Under the skin: how rare earth metals are used in electric cars
We take a closer look at the 17 metals EV manufacturers love, and analyse their sustainability.
As technology that directly affects us as consumers moves along the timeline, terminology once only found hiding in textbooks emerges into the public consciousness.
‘Rare earths’ may not be on everyone’s lips at the breakfast table, but it’s certainly a term that has become familiar to anyone interested in cars, and especially so since EVs began to take off and many rare things that come from the earth have come under greater scrutiny.
So what are these things and what are they used for? Ironically, they aren’t particularly rare, and they haven’t suddenly become a ‘thing’ purely in relation to EVs either; they are already in widespread use not only in ICE cars but also in many other types of tech used by the average household.
Rare earth materials are metals and there are 17 of them in the periodic table of elements. They are probably best known in automotive circles for their use in the permanent magnet electric motors of EVs, although not all car makers choose to use permanent magnet motors, specifically to avoid the use of rare earth materials.
Unsurprisingly, rare earths go by impressive-sounding names that are a treat to roll off the tongue. According to Porsche, which uses them in its EV drive motors, neodymium is the most prevalent, but it also uses dysprosium and terbium in its motors. But if there’s a question over the sustainability of rare earth materials, why use them at all?
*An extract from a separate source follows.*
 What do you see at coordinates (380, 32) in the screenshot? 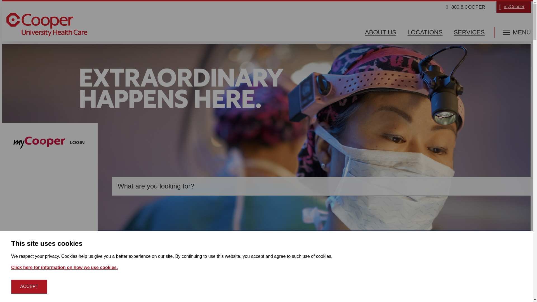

The simple reason is that they make the world’s most powerful permanent magnets, which generate a magnetic field much greater than that of a common or garden iron (ferrite) magnet. Porsche says the magnets it uses in its EV motors consist of around 30% rare earth metals in addition to iron.
These more powerful magnets are also smaller and lighter than their basic iron counterparts, so permanent magnet motors take up less space and weigh less than the alternative separately energised motors that substitute electrical windings for permanent magnets.
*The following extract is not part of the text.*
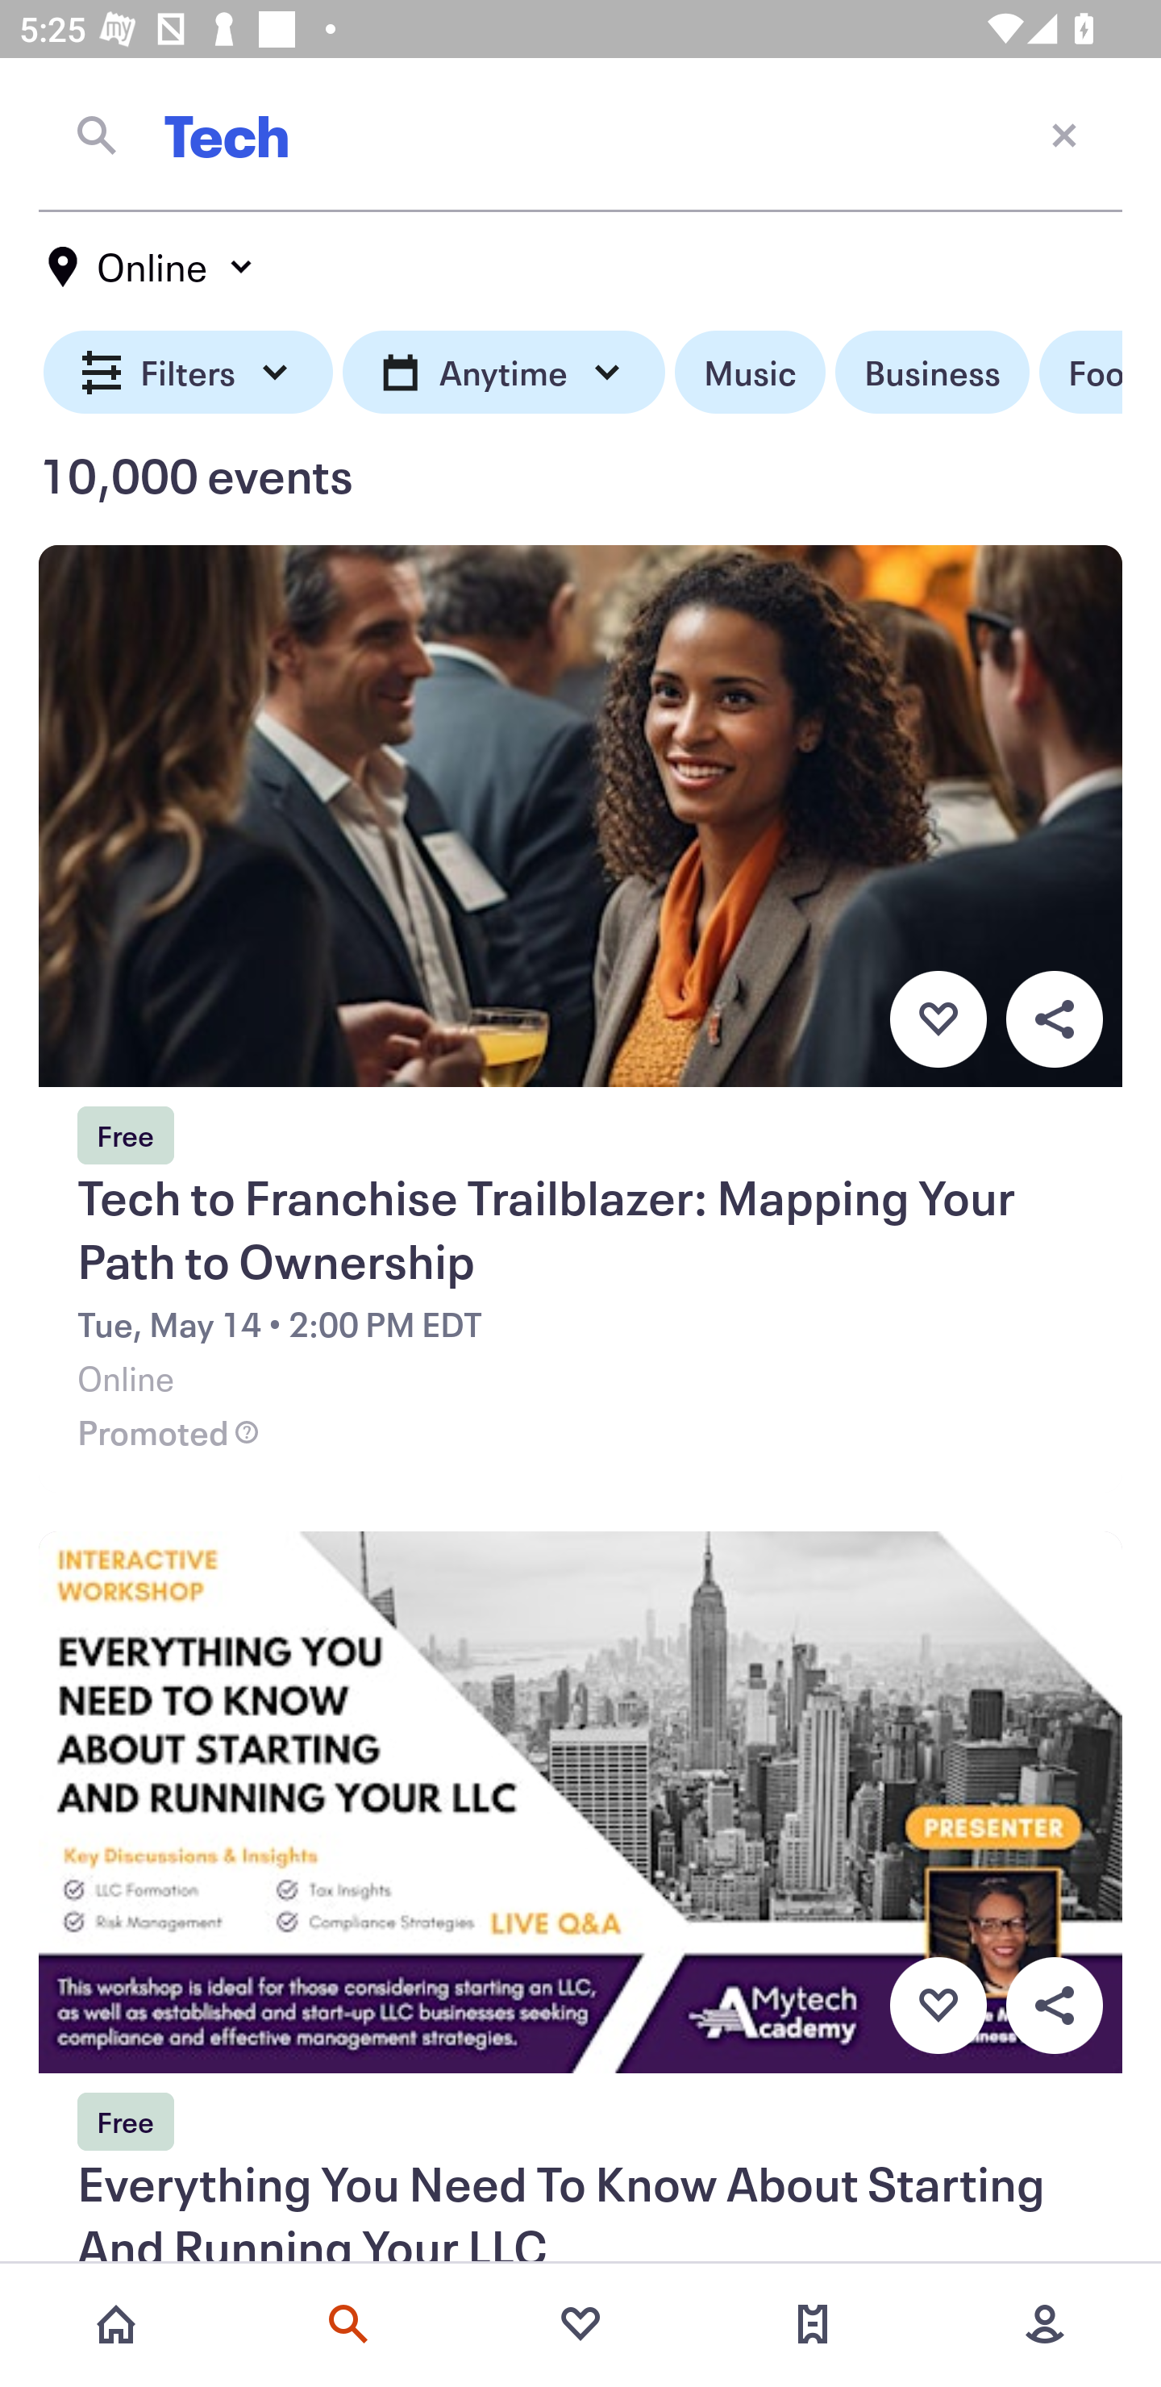 The image size is (1161, 2387). I want to click on Tickets, so click(813, 2324).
As to rarity, Porsche says some rare earth materials are more abundant than lead, but they are much harder to extract and process, which in one sense amounts to the same thing.
EV motors are not the first or only things in which rare earth materials are used. A rare earth material (not to be confused with precious metal) is used in the catalytic converters of ICE cars, and they are used in catalysts for refining petrol and diesel fuels.
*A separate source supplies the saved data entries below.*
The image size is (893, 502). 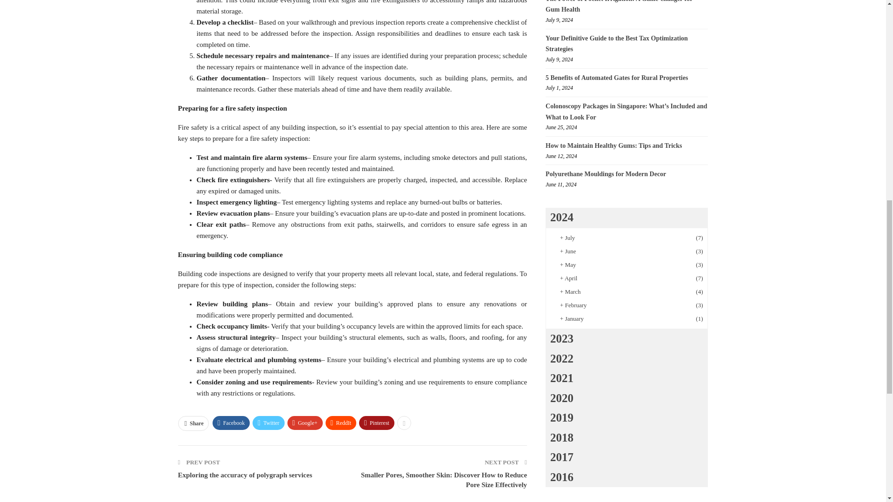 I want to click on ReddIt, so click(x=341, y=423).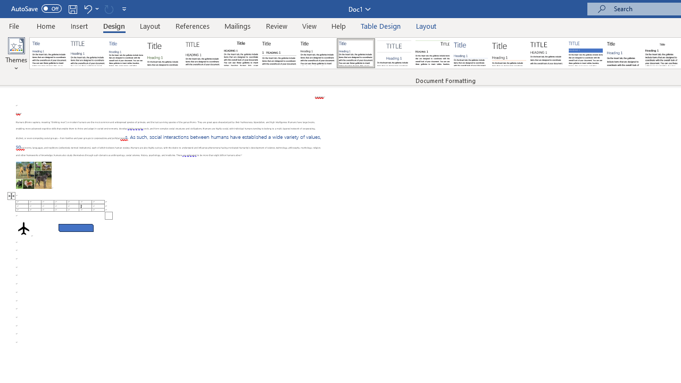 This screenshot has height=383, width=681. Describe the element at coordinates (394, 53) in the screenshot. I see `Centered` at that location.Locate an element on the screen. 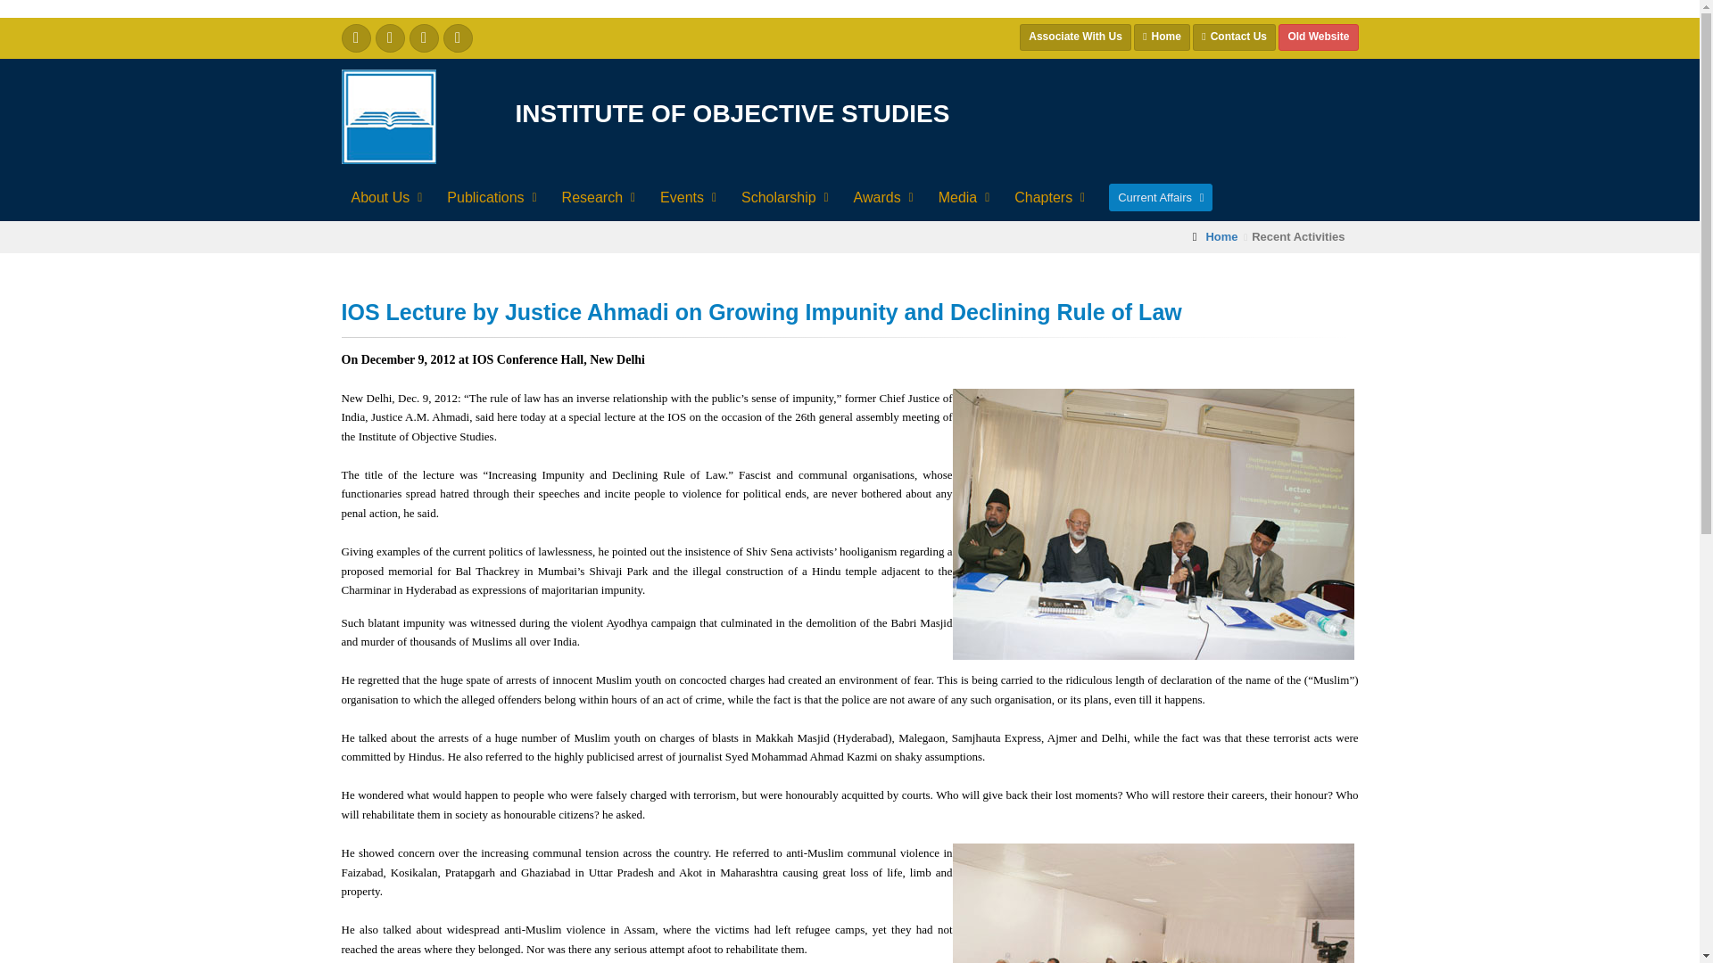 Image resolution: width=1713 pixels, height=963 pixels. Old Website is located at coordinates (1317, 37).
They are also used in the small electric motors found throughout cars for the same reason they are used in traction motors: more power, less space.
Rare earths are also used for behind-the-scenes stuff such as making sensors and polishing glass and mirrors. Other uses in cars and across other industries include computer hard drives, LED screens and radar.
They were used in the nickel-metal hydride batteries used by early hybrids, but rare earths are not used in lithium ion batteries.